The Yale School of Medicine is participating in a study by the National Institutes of Health to determine whether testosterone treatments for older men are effective at preventing age-related health problems.
“Testosterone is commonly being prescribed in older men despite the absence of sufficient evidence that it is effective in treating these conditions,” School of Medicine professor Thomas Gill, the principal investigator for the Yale site, said in an interview. “Before it becomes fully integrated into clinical practice, we should require evidence demonstrating its benefit.”
Researchers for the study began recruiting subjects this week at the School of Medicine and 11 other sites across the country. Gill said he hopes the study, known as the “Testosterone Trial,” will provide evidence on whether testosterone therapy can reverse age-related conditions such as cognitive impairment, fatigue, cardiovascular disease and anemia.
Gill, who is the co-director of the Yale Program on Aging, said scientists are unsure about if some health problems commonly attributed to aging are aggravated by underlying factors such as testosterone deficiency.
The study, which is being coordinated by the University of Pennsylvania School of Medicine, is primarily funded by the National Institute on Aging (NIA), a component of the NIH.
Sergei Romashkan, the chief of clinical trials for the NIA, said smaller studies had only given hints of the positive effects of testosterone therapy.
Eight hundred men with low testosterone levels over the age of 65 will be recruited to participate in the study, Romashkan said. Seventy of them will be tested at Yale, he added. The men will be randomly assigned to a treatment group that will have a testosterone gel applied to their torsos or a control group that will receive a placebo gel. Over a year, the men’s testosterone levels will be measured every month for the first three months, and then every three months afterward. The researchers will test for physical function, vitality, cognition, sexual function and cardiovascular disease at the end of the year.
Romashkan said he expected the study to take six years. Recruiting subjects, he added, is expected to take a full two-and-a-half years.
Joanne McGloin, the project coordinator at the Yale site, said her staff will distribute a brochure about the study at local flu clinics and through mass mailings. The study will also place advertisements in local newspapers and recruit geriatric health specialists to speak at fraternal organizations around New Haven to spread awareness of the study, she added.
Regardless of the outcome of the study, Gill said it should provide a clear answer to doctors about the usefulness of prescribing testosterone treatments.
“When doctors have better information, they make better decisions,” Gill said. “That will improve the quality of life for older people.”
Romashkan said the total budget for the study is nearly $30 million, with a $25 million grant awarded by the NIA. Additional funding came from the National Heart, Lung, and Blood Institute; the National Institute on Neurological Disorders and Stroke; The Eunice Kennedy Shriver National Institute of Child Health and Human Development and Solvay Pharmaceuticals, the manufacturer of the testosterone gel used in the study.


TASK DETAILS.
The records that follow must be reproduced in full, with every picture excluded.

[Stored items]
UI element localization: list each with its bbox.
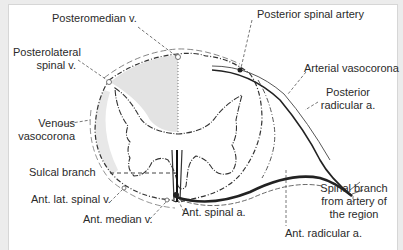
posterolateral-vein bbox=[107, 80, 112, 85]
label-ant-radicular-artery: Ant. radicular a. bbox=[285, 227, 362, 240]
posterior-spinal-artery-dot bbox=[238, 68, 243, 73]
label-spinal-branch-line1: Spinal branch bbox=[318, 182, 390, 195]
label-ant-spinal-artery: Ant. spinal a. bbox=[182, 206, 246, 219]
label-venous-vasocorona-line2: vasocorona bbox=[13, 130, 75, 143]
label-ant-lat-spinal-vein: Ant. lat. spinal v. bbox=[31, 193, 111, 206]
label-spinal-branch-line2: from artery of bbox=[318, 195, 390, 208]
label-posterolateral-vein-line1: Posterolateral bbox=[13, 46, 76, 59]
label-venous-vasocorona-line1: Venous bbox=[13, 117, 75, 130]
label-posterolateral-vein-line2: spinal v. bbox=[13, 59, 76, 72]
ant-lat-spinal-vein bbox=[122, 186, 126, 190]
label-posteromedian-vein: Posteromedian v. bbox=[52, 12, 137, 25]
label-posterior-radicular-line1: Posterior bbox=[316, 86, 380, 99]
posteromedian-vein bbox=[176, 55, 181, 60]
label-sulcal-branch: Sulcal branch bbox=[29, 166, 96, 179]
label-ant-median-vein: Ant. median v. bbox=[83, 213, 153, 226]
label-posterior-spinal-artery: Posterior spinal artery bbox=[257, 8, 364, 21]
grey-matter bbox=[115, 88, 242, 189]
label-posterior-radicular-line2: radicular a. bbox=[316, 99, 380, 112]
ant-median-vein bbox=[165, 198, 169, 202]
label-arterial-vasocorona: Arterial vasocorona bbox=[304, 62, 399, 75]
label-spinal-branch-line3: the region bbox=[318, 208, 390, 221]
posterior-shaded-territory bbox=[110, 55, 178, 132]
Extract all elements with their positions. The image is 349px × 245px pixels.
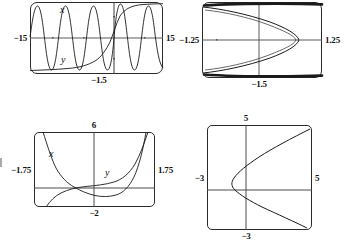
axis-label-left: −1.25 [179, 36, 202, 45]
axis-label-left: −3 [195, 173, 207, 182]
curve-label-x: x [49, 149, 53, 159]
x-axis-tick [52, 37, 54, 39]
page-margin-mark [0, 158, 2, 167]
x-axis-tick [144, 37, 146, 39]
plot-curves-top-left [30, 2, 163, 74]
axis-label-bottom: −2 [89, 207, 98, 218]
axis-label-right: 1.75 [155, 165, 173, 174]
axis-label-right: 15 [163, 34, 175, 43]
axis-label-bottom: −3 [241, 230, 250, 241]
axis-label-right: 1.25 [322, 36, 340, 45]
axis-label-top: 5 [244, 114, 248, 125]
curve-label-y: y [105, 168, 109, 178]
axis-label-right: 5 [312, 173, 319, 182]
figure-sheet: −15 15 −1.5 x y −1.25 1.25 −1.5 [0, 0, 349, 245]
plot-panel-bottom-right: −3 5 5 −3 [207, 125, 312, 230]
axis-label-left: −15 [13, 34, 30, 43]
y-axis-tick [113, 58, 115, 60]
y-axis-tick [113, 16, 115, 18]
axis-label-bottom: −1.5 [251, 78, 267, 89]
axis-label-left: −1.75 [11, 165, 34, 174]
axis-label-top: 6 [92, 121, 96, 132]
bottom-band [204, 75, 322, 77]
plot-curves-bottom-left [34, 132, 155, 207]
curve-label-x: x [60, 5, 64, 15]
axis-label-bottom: −1.5 [91, 74, 107, 85]
sideways-parabola [232, 129, 310, 228]
x-axis-tick [83, 37, 85, 39]
plot-curves-bottom-right [207, 125, 312, 230]
x-axis-tick [216, 39, 218, 41]
curve-label-y: y [61, 55, 65, 65]
top-band [204, 4, 322, 6]
plot-panel-bottom-left: −1.75 1.75 6 −2 x y [34, 132, 155, 207]
plot-panel-top-left: −15 15 −1.5 x y [30, 2, 163, 74]
plot-curves-top-right [202, 2, 322, 78]
plot-panel-top-right: −1.25 1.25 −1.5 [202, 2, 322, 78]
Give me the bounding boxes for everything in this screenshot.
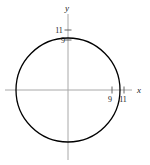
x-tick-label-9: 9: [108, 95, 112, 104]
x-axis-label: x: [136, 85, 141, 95]
y-axis-label: y: [64, 3, 69, 13]
y-tick-label-9: 9: [61, 36, 65, 45]
y-tick-label-11: 11: [55, 26, 63, 35]
circle-graph-figure: x y 9 11 11 9: [0, 0, 150, 165]
x-tick-label-11: 11: [119, 95, 127, 104]
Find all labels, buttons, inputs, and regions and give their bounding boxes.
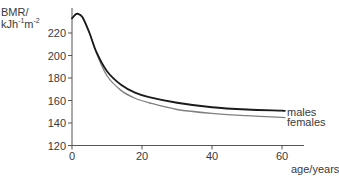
y-tick-label: 200 [42,50,66,62]
y-axis-label-line2: kJh-1m-2 [1,18,40,30]
x-tick-label: 20 [132,150,152,162]
x-tick-label: 60 [272,150,292,162]
series-lines [72,14,285,118]
x-tick-label: 0 [62,150,82,162]
y-axis-label-line1: BMR/ [1,6,40,18]
y-tick-label: 220 [42,27,66,39]
series-males-line [72,14,285,111]
x-axis-label: age/years [291,163,339,175]
y-tick-label: 140 [42,117,66,129]
x-tick-label: 40 [202,150,222,162]
y-tick-label: 160 [42,95,66,107]
legend-females: females [287,116,326,128]
axes [68,8,304,150]
y-axis-label: BMR/ kJh-1m-2 [1,6,40,30]
y-tick-label: 180 [42,72,66,84]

SOLUTION TO THIS TASK.
UI element localization: list each with its bbox.
posterolateral-vein bbox=[107, 80, 112, 85]
label-ant-radicular-artery: Ant. radicular a. bbox=[285, 227, 362, 240]
posterior-spinal-artery-dot bbox=[238, 68, 243, 73]
label-spinal-branch-line1: Spinal branch bbox=[318, 182, 390, 195]
label-ant-spinal-artery: Ant. spinal a. bbox=[182, 206, 246, 219]
label-venous-vasocorona-line2: vasocorona bbox=[13, 130, 75, 143]
label-ant-lat-spinal-vein: Ant. lat. spinal v. bbox=[31, 193, 111, 206]
label-spinal-branch-line2: from artery of bbox=[318, 195, 390, 208]
label-posterolateral-vein-line1: Posterolateral bbox=[13, 46, 76, 59]
label-venous-vasocorona-line1: Venous bbox=[13, 117, 75, 130]
label-posterolateral-vein-line2: spinal v. bbox=[13, 59, 76, 72]
ant-lat-spinal-vein bbox=[122, 186, 126, 190]
label-posteromedian-vein: Posteromedian v. bbox=[52, 12, 137, 25]
label-posterior-radicular-line1: Posterior bbox=[316, 86, 380, 99]
posteromedian-vein bbox=[176, 55, 181, 60]
label-sulcal-branch: Sulcal branch bbox=[29, 166, 96, 179]
label-ant-median-vein: Ant. median v. bbox=[83, 213, 153, 226]
label-posterior-spinal-artery: Posterior spinal artery bbox=[257, 8, 364, 21]
grey-matter bbox=[115, 88, 242, 189]
label-posterior-radicular-line2: radicular a. bbox=[316, 99, 380, 112]
ant-median-vein bbox=[165, 198, 169, 202]
label-arterial-vasocorona: Arterial vasocorona bbox=[304, 62, 399, 75]
label-spinal-branch-line3: the region bbox=[318, 208, 390, 221]
posterior-shaded-territory bbox=[110, 55, 178, 132]
Extract all elements with their positions. The image is 349px × 245px pixels.
axis-label-left: −1.25 [179, 36, 202, 45]
axis-label-left: −3 [195, 173, 207, 182]
curve-label-x: x [49, 149, 53, 159]
x-axis-tick [52, 37, 54, 39]
page-margin-mark [0, 158, 2, 167]
x-axis-tick [144, 37, 146, 39]
plot-curves-top-left [30, 2, 163, 74]
axis-label-bottom: −2 [89, 207, 98, 218]
axis-label-right: 1.75 [155, 165, 173, 174]
axis-label-right: 15 [163, 34, 175, 43]
axis-label-bottom: −3 [241, 230, 250, 241]
axis-label-right: 1.25 [322, 36, 340, 45]
axis-label-top: 5 [244, 114, 248, 125]
curve-label-y: y [105, 168, 109, 178]
axis-label-right: 5 [312, 173, 319, 182]
figure-sheet: −15 15 −1.5 x y −1.25 1.25 −1.5 [0, 0, 349, 245]
plot-panel-bottom-right: −3 5 5 −3 [207, 125, 312, 230]
axis-label-left: −15 [13, 34, 30, 43]
y-axis-tick [113, 58, 115, 60]
y-axis-tick [113, 16, 115, 18]
axis-label-bottom: −1.5 [251, 78, 267, 89]
axis-label-left: −1.75 [11, 165, 34, 174]
axis-label-top: 6 [92, 121, 96, 132]
bottom-band [204, 75, 322, 77]
plot-curves-bottom-left [34, 132, 155, 207]
curve-label-x: x [60, 5, 64, 15]
axis-label-bottom: −1.5 [91, 74, 107, 85]
sideways-parabola [232, 129, 310, 228]
x-axis-tick [83, 37, 85, 39]
plot-curves-bottom-right [207, 125, 312, 230]
x-axis-tick [216, 39, 218, 41]
curve-label-y: y [61, 55, 65, 65]
top-band [204, 4, 322, 6]
plot-panel-bottom-left: −1.75 1.75 6 −2 x y [34, 132, 155, 207]
plot-panel-top-left: −15 15 −1.5 x y [30, 2, 163, 74]
plot-curves-top-right [202, 2, 322, 78]
plot-panel-top-right: −1.25 1.25 −1.5 [202, 2, 322, 78]
Give me the bounding boxes for everything in this screenshot.
x-tick-label-9: 9: [108, 95, 112, 104]
x-axis-label: x: [136, 85, 141, 95]
y-axis-label: y: [64, 3, 69, 13]
y-tick-label-9: 9: [61, 36, 65, 45]
y-tick-label-11: 11: [55, 26, 63, 35]
circle-graph-figure: x y 9 11 11 9: [0, 0, 150, 165]
x-tick-label-11: 11: [119, 95, 127, 104]
Find all labels, buttons, inputs, and regions and give their bounding boxes.
y-tick-label: 200 [42,50,66,62]
y-axis-label-line2: kJh-1m-2 [1,18,40,30]
x-tick-label: 20 [132,150,152,162]
x-tick-label: 60 [272,150,292,162]
series-lines [72,14,285,118]
x-tick-label: 0 [62,150,82,162]
y-axis-label-line1: BMR/ [1,6,40,18]
y-tick-label: 220 [42,27,66,39]
series-males-line [72,14,285,111]
x-axis-label: age/years [291,163,339,175]
y-tick-label: 140 [42,117,66,129]
x-tick-label: 40 [202,150,222,162]
y-tick-label: 160 [42,95,66,107]
legend-females: females [287,116,326,128]
axes [68,8,304,150]
y-axis-label: BMR/ kJh-1m-2 [1,6,40,30]
y-tick-label: 180 [42,72,66,84]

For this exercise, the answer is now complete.